David Rakoff takes us on a bitingly funny grand tour of our culture of excess. Whether he is contrasting the elegance of one of the last flights of the supersonic Concorde with the good-times-and-chicken-wings populism of Hooters Air; working as a cabana boy at a South Beach hotel; or traveling to a private island off the coast of Belize to watch a soft-core video shoot—where he is provided with his very own personal manservant—rarely have greed, vanity, selfishness, and vapidity been so mercilessly skewered. Somewhere along the line, our healthy self-regard has exploded into obliterating narcissism; our manic getting and spending have now become celebrated as moral virtues. Simultaneously a Wildean satire and a plea for a little human decency, Don’t Get Too Comfortable shows that far from being bobos in paradise, we’re in a special circle of gilded-age hell.




About the Author

David Rakoff is a writer-at-large for GQ magazine, and a regular contributor to The New York Times Magazine and Public Radio International’s This American Life. He has also written for Outside, Vogue, The New York Observer, and Salon, among others. He lives in New York City.

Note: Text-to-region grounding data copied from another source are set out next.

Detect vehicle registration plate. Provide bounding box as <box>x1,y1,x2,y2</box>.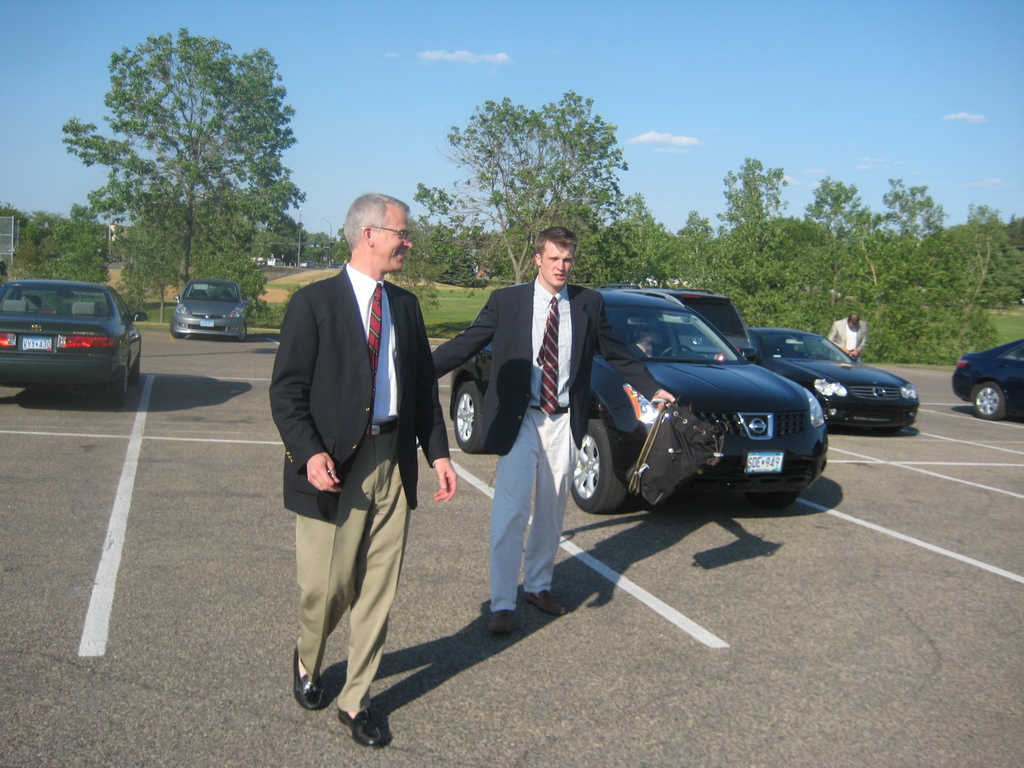
<box>742,454,783,474</box>.
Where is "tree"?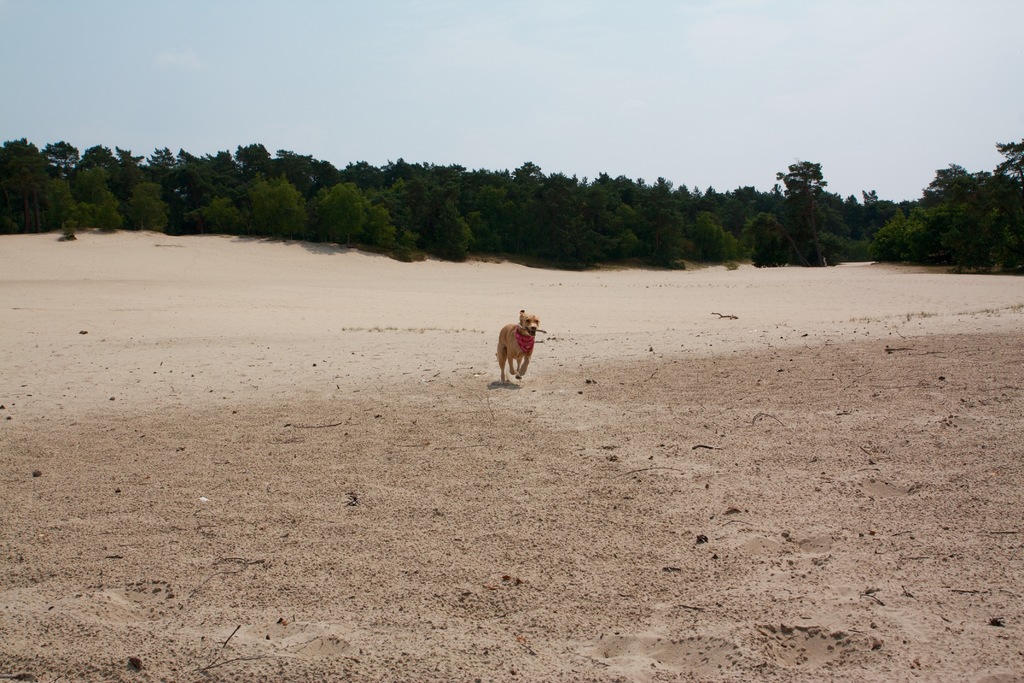
x1=240, y1=173, x2=308, y2=240.
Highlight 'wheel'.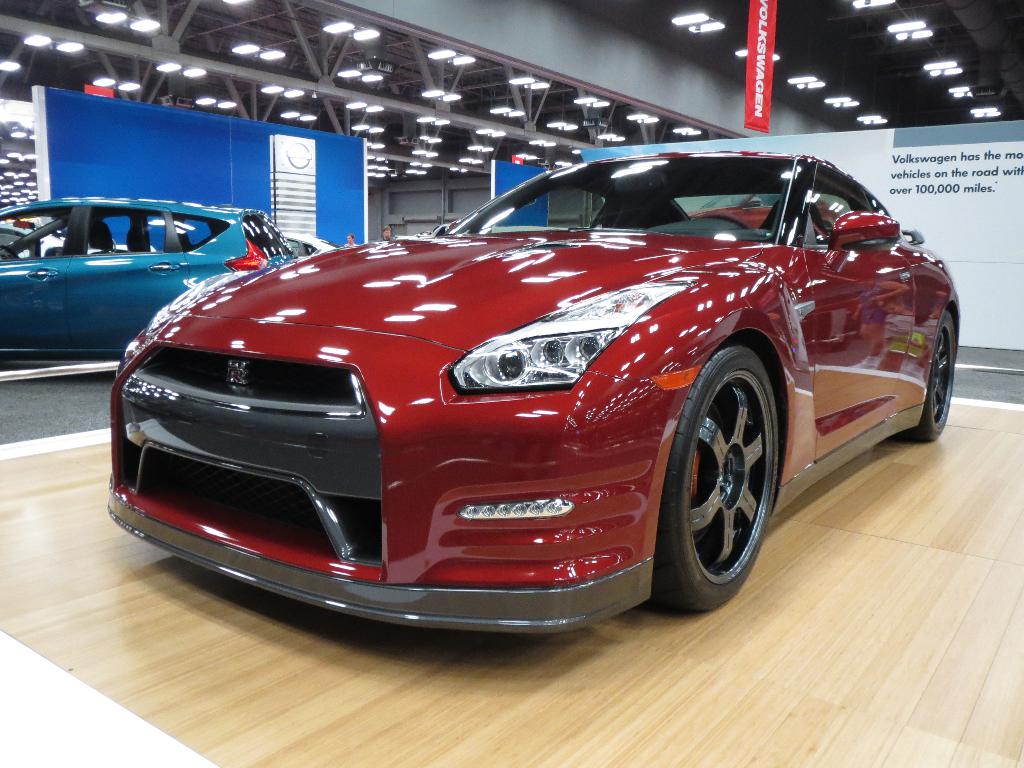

Praise For Don't Get Too Comfortable

“If I were to die suddenly while the reading of this book were in my recent memory, I would probably beg to be reincarnated as a bird so that I could eat seed out of Rakoff’s hand. I can’t write a more loving review than that.” —Pop Matters

“A cannily satirical tour guide.”
The New York Times Book Review


“The pleasures of reading what results when an exceedingly sharp pen encounters an exceedingly inviting target are not to be denied, and Rakoff offers many such delights in these pages.”
Washington Post

“The belly laughs start on page 7 and occur regularly throughout Rakoff’s frequently impertinent, occasionally irascible, yet always inimitable take on contemporary American society.”
Booklist

“Rakoff’s strength is the turn of phrase that deftly and wittily dissects its subject at a stroke.”